Goal of the exercise: The entries below contain a stretch that opens with the line containing "pyautogui.click(x=<x>, y=<y>)" and closes with the line containing "Task: Click on the btn-icon-2-0: ⊞"; set down that stretch exactly, both ends included, and nothing else.

Screenshot grounding data
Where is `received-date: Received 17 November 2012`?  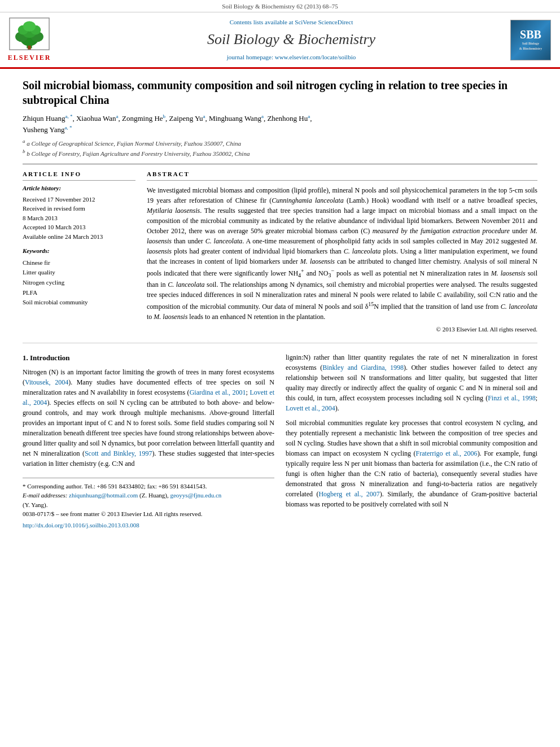
received-date: Received 17 November 2012 is located at coordinates (79, 200).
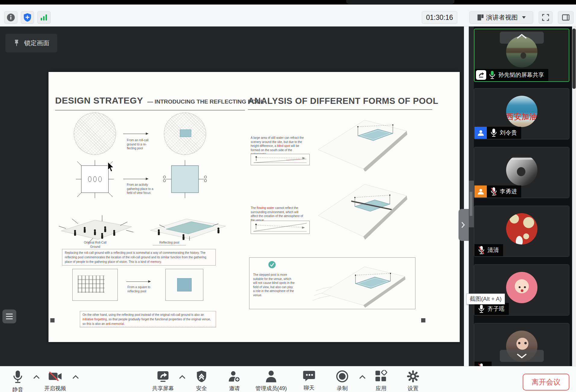 This screenshot has width=576, height=392. Describe the element at coordinates (76, 377) in the screenshot. I see `video-options-chevron` at that location.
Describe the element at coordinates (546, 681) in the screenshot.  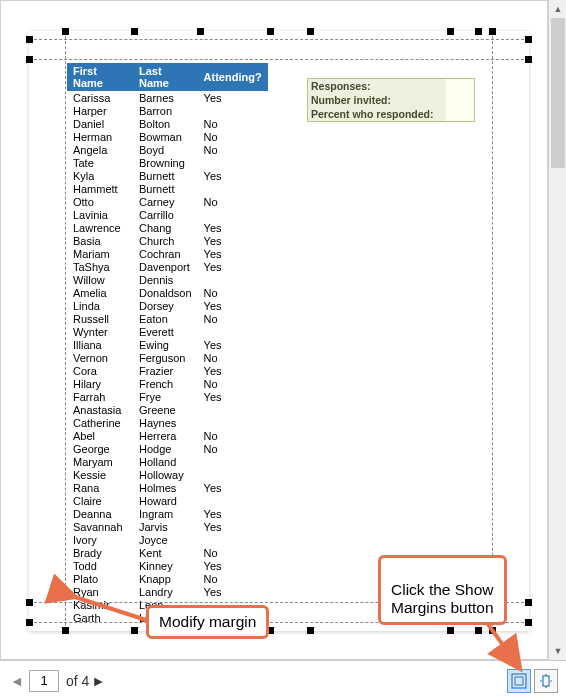
I see `zoom-to-page-button` at that location.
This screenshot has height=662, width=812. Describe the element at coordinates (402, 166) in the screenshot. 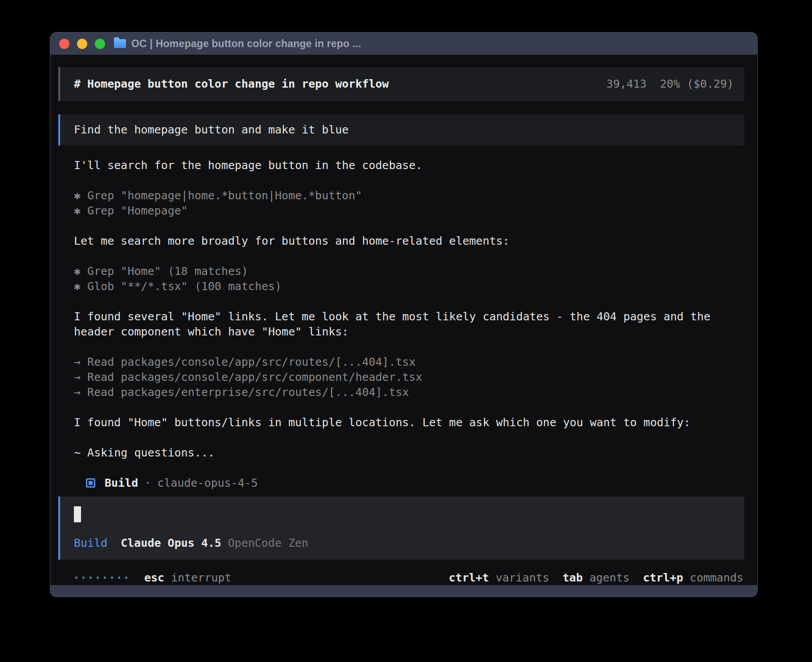

I see `transcript-line: I'll search for the homepage button in t…` at that location.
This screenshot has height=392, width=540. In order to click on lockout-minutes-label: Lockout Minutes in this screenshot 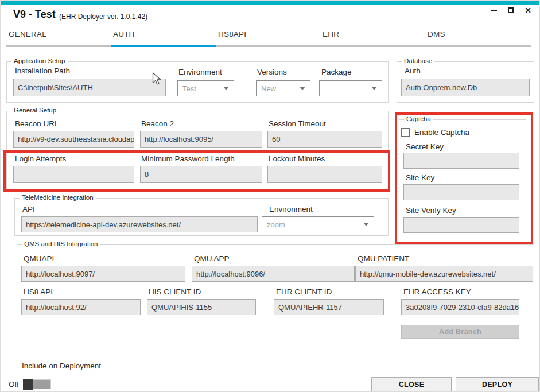, I will do `click(297, 158)`.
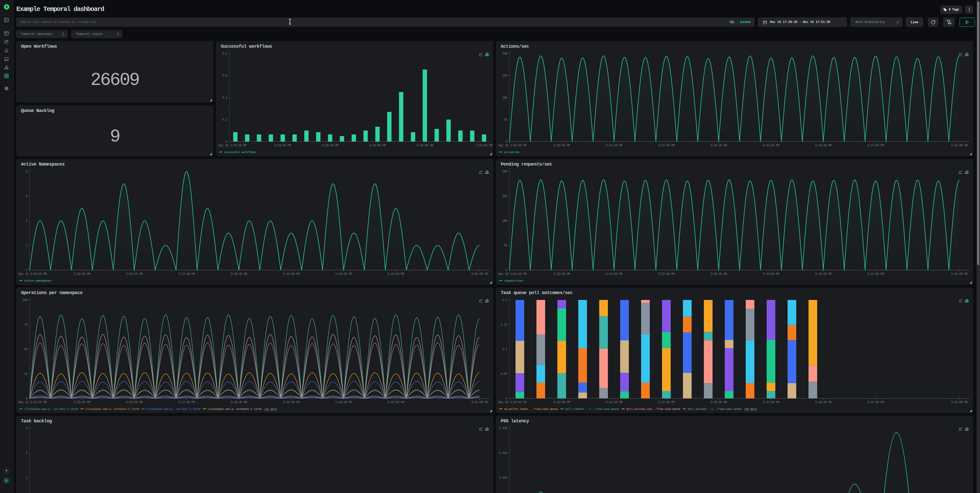  I want to click on svg-text: 0.8, so click(225, 54).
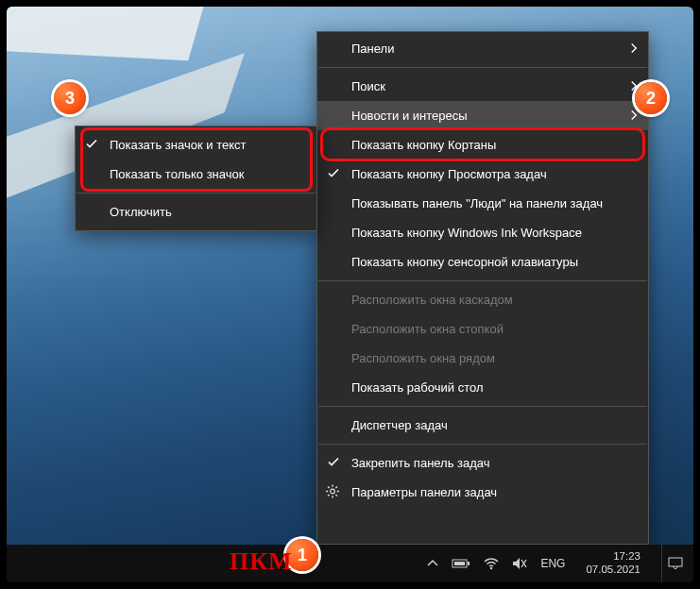 This screenshot has width=700, height=589. Describe the element at coordinates (627, 557) in the screenshot. I see `clock-time: 17:23` at that location.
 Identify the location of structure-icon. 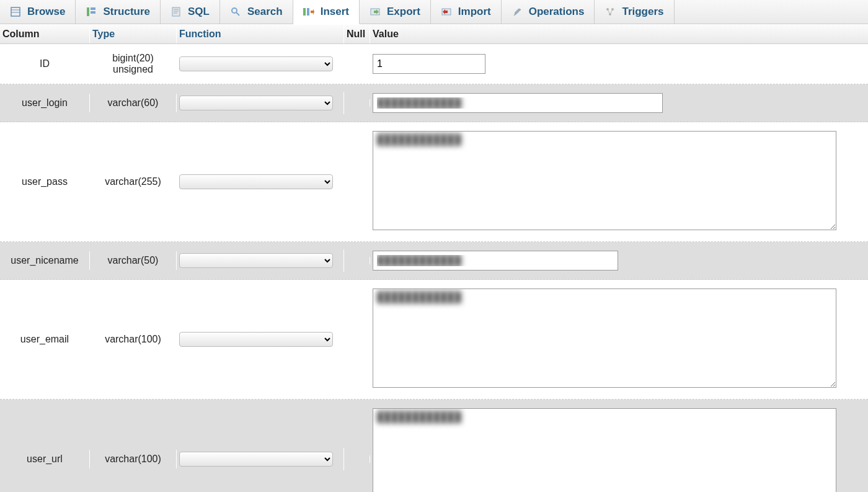
(91, 12).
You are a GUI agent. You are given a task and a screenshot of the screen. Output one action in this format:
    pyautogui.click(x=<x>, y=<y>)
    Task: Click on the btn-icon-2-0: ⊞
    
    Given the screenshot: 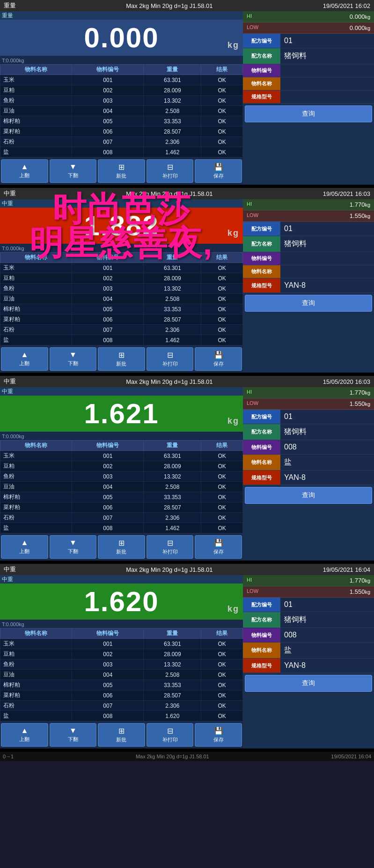 What is the action you would take?
    pyautogui.click(x=122, y=167)
    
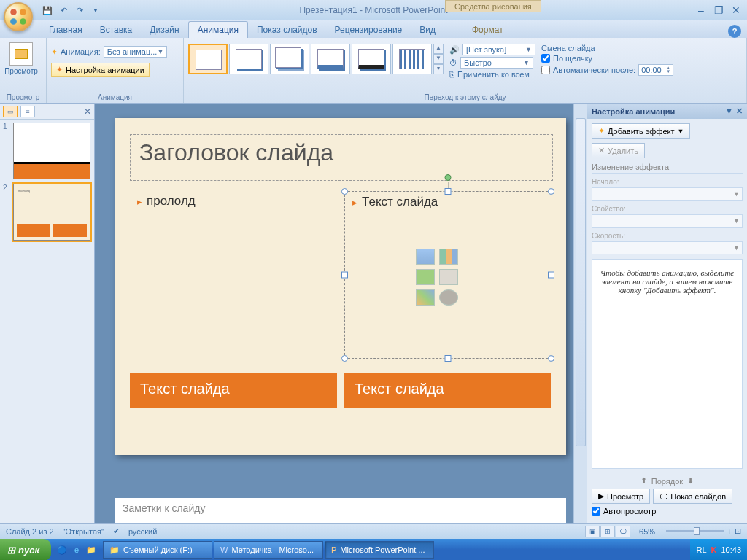 This screenshot has width=747, height=560. I want to click on tab-home: Главная, so click(66, 30).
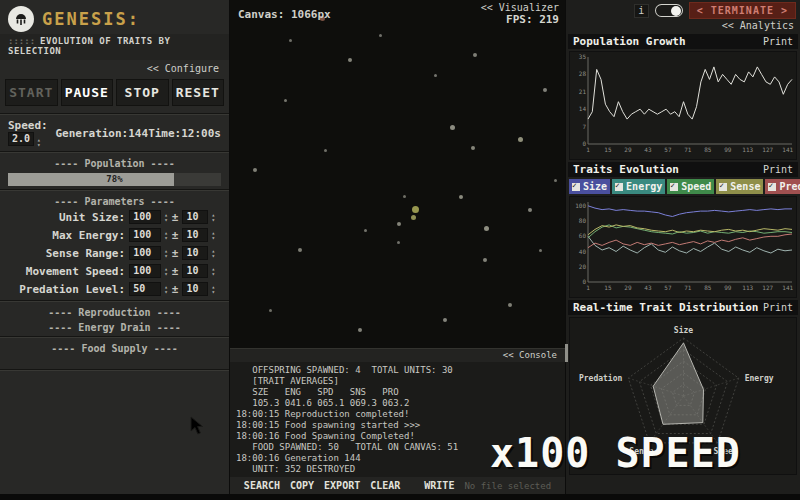 The height and width of the screenshot is (500, 800). What do you see at coordinates (145, 217) in the screenshot?
I see `unit-size-input: 100` at bounding box center [145, 217].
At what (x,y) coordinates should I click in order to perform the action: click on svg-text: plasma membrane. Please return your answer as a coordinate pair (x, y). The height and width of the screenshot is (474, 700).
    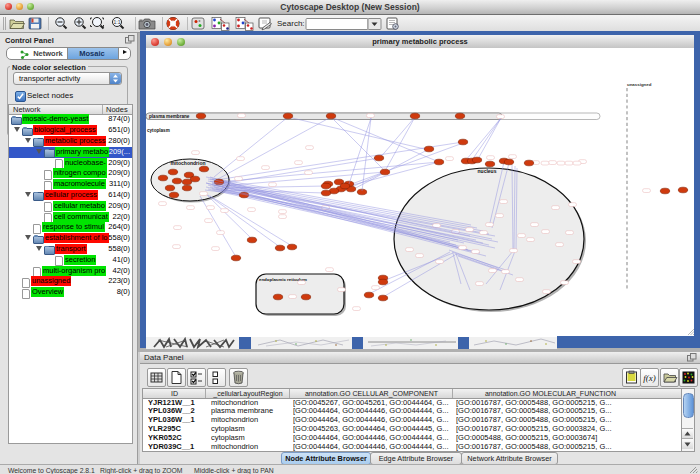
    Looking at the image, I should click on (170, 116).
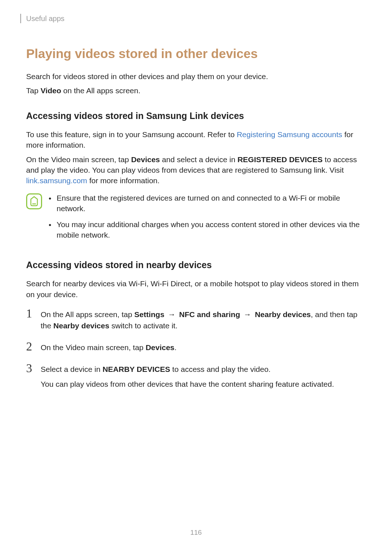 The image size is (392, 554). I want to click on text: and select a device in, so click(199, 160).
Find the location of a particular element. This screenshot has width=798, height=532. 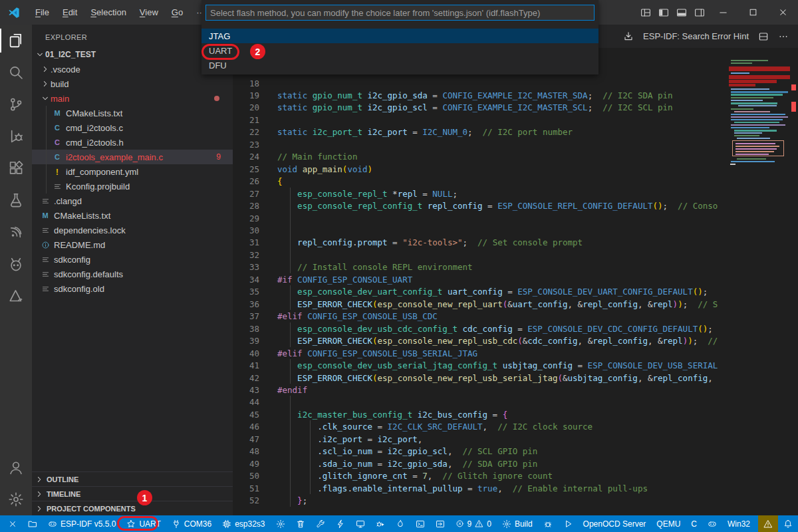

split-editor-icon is located at coordinates (763, 37).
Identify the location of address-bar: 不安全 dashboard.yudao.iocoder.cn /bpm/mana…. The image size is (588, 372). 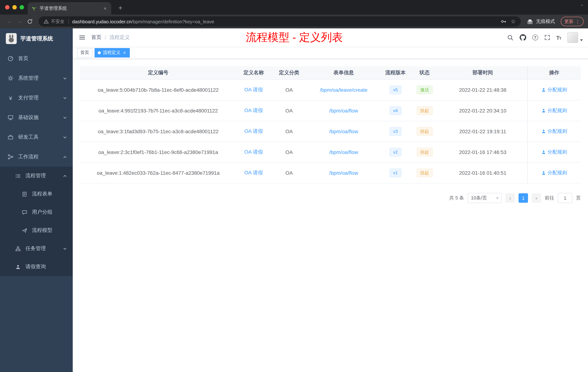
(280, 22).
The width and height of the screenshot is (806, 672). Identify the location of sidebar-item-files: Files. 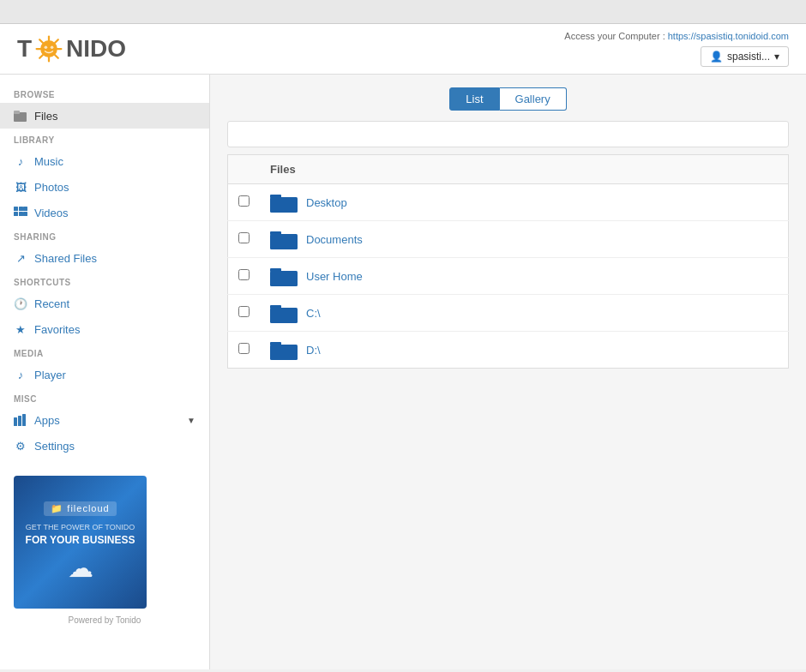
(105, 116).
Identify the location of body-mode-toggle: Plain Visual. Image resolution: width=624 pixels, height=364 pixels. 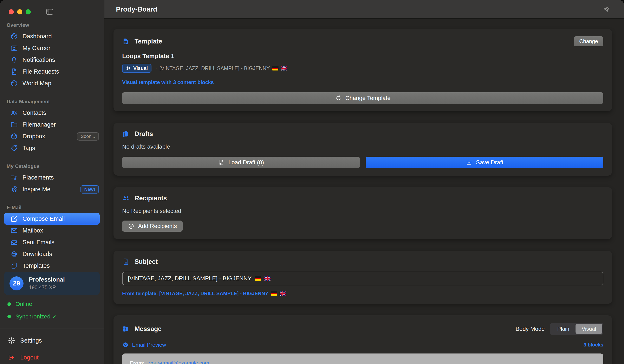
(577, 329).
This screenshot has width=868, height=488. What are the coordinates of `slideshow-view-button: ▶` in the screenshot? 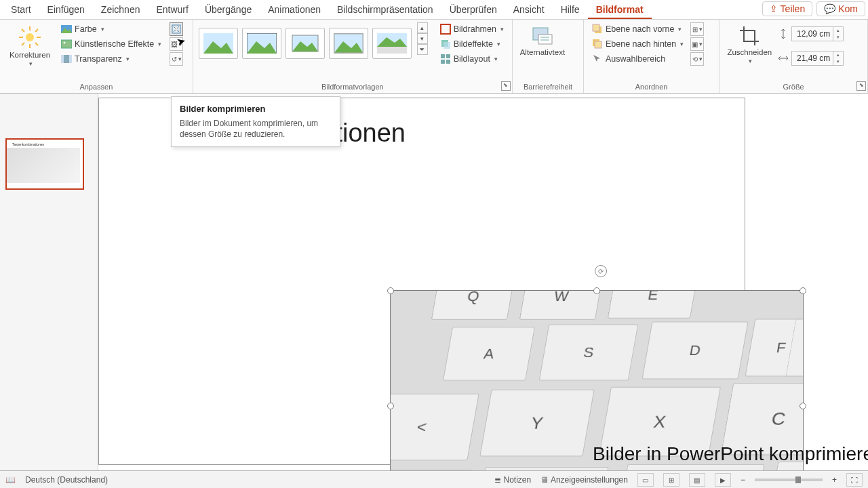 It's located at (723, 480).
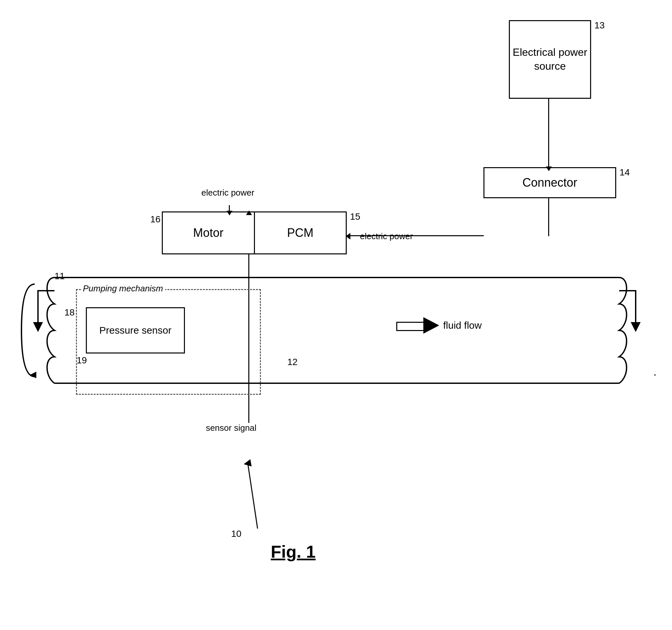 The height and width of the screenshot is (630, 672). Describe the element at coordinates (355, 216) in the screenshot. I see `ref-15-label: 15` at that location.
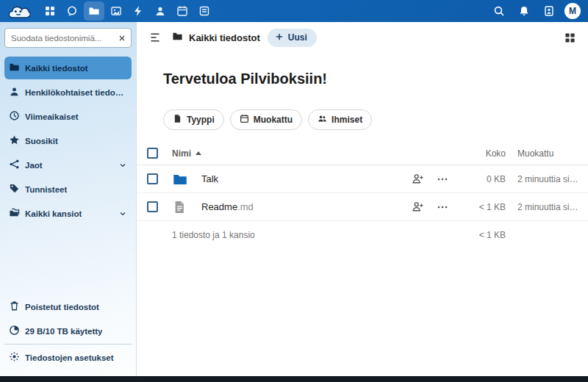 This screenshot has width=588, height=382. What do you see at coordinates (69, 358) in the screenshot?
I see `sidebar-item-label: Tiedostojen asetukset` at bounding box center [69, 358].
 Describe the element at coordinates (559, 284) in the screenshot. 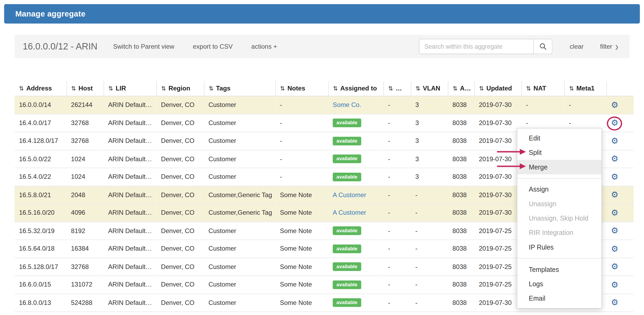

I see `menu-item-logs: Logs` at that location.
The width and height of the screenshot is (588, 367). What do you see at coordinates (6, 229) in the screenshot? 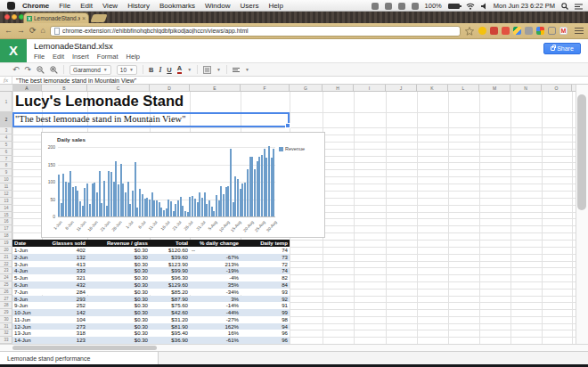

Task result:
    pyautogui.click(x=<x>, y=<y>)
    Task: Click on the btn-icon-2-0: ⊞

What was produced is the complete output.